Given this shift in today’s publishing environment, I offer below some tips based upon my recent experience of negotiating a contract for an 85,000-word monograph on British espionage fiction. After I contacted a dozen carefully chosen university presses in the U.S. and abroad about the project, only two were receptive to considering it for refereed review. Rather than throw the dice and risk the lag of a delayed editorial commitment, I decided to approach a commercial firm that on its website profiles itself as “a leading independent publisher of academic and nonfiction books.” Because its extensive backlist of authors includes several prominent scholars, some of whom I knew personally, I decided to pursue this outlet.

What I didn’t realize at the time was that my decision would entail more extensive book editing and ongoing negotiation related to my work’s marketability. After securing a contract, I went back and forth many times with the publisher’s staff about the issue of what would “sell” my book. Their first concern was my proposed title. I had assumed that Covert Operations: British Espionage Fiction was fairly clever and elegantly simple, but it was pointed out to me that research libraries, which comprise the largest group of those purchasing academic releases, require greater specificity as well as precision in titles. After prolonged debate over various alternatives, mine eventually morphed into The Art of Indirection in British Espionage Fiction: A Critical Study of Six Novelists. (Although I still find the compromise somewhat clunky, I can live with it.) The publisher and I also danced the same jig about what constitutes “fair-use” copyright law concerning quotations from primary texts, which despite fifteen years as the editor of a scholarly journal I since have learned is an incalculably slippery slope. Finally, I will be expected to play an active role in marketing my monograph by suggesting the names/addresses of contact persons for reviews and others with specialized interests (e.g., cohorts within the Modern Language Association of America) to whom it might be promoted.

How, then, can I sum up what I have discovered in these times of shrunken horizons for scholarly publication? Some bulleted points to consider as you investigate prospects in this field may prove helpful.

• Why should the publisher be interested in your submission? Tailor your cover letter tightly to the journal’s or press’s formal mission statement. Demonstrate, in other words, that it is the right “fit” for your piece.

• How will my submission complement or enhance the venue’s extant line of releases? This too is part of the marketing game. As in the preceding entry, show that you are thoroughly familiar with the targeted publisher’s past coverage.

• Given your response to the preceding point, how will your manuscript, if accepted, attract new readers to the venue’s backlist while also expanding its current clientele? (I use the last word intentionally.) Avoid generalities and bromides that carry little persuasive weight.

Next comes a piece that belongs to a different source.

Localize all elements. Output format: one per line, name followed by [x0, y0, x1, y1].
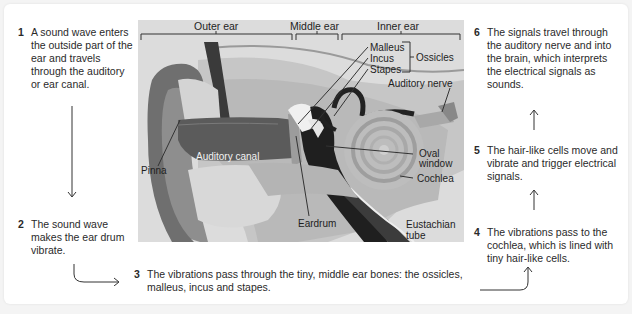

• What can you contribute to the successful marketing of your text? If it is appropriate for classroom adoption, say so. Otherwise demarcate, again in concrete terms, the reading demographic for which your work is intended.

• How, lastly, can you assist the prospective press in other ways of attracting attention to your monograph? Recommend, for example, review contacts in local/regional newspapers and journals with no-cost reciprocal arrangements for full-page advertisements.

All these considerations are secondary, of course, to your main channels of investigation and scholarly interest, but to one degree or another you will have to address them in today’s world of highly competitive publishing. The trick, if you will, is not to believe that your job is done once you have completed the artifact itself. Like it or not, we are all enlisted in promoting our individual efforts within a market-driven economy.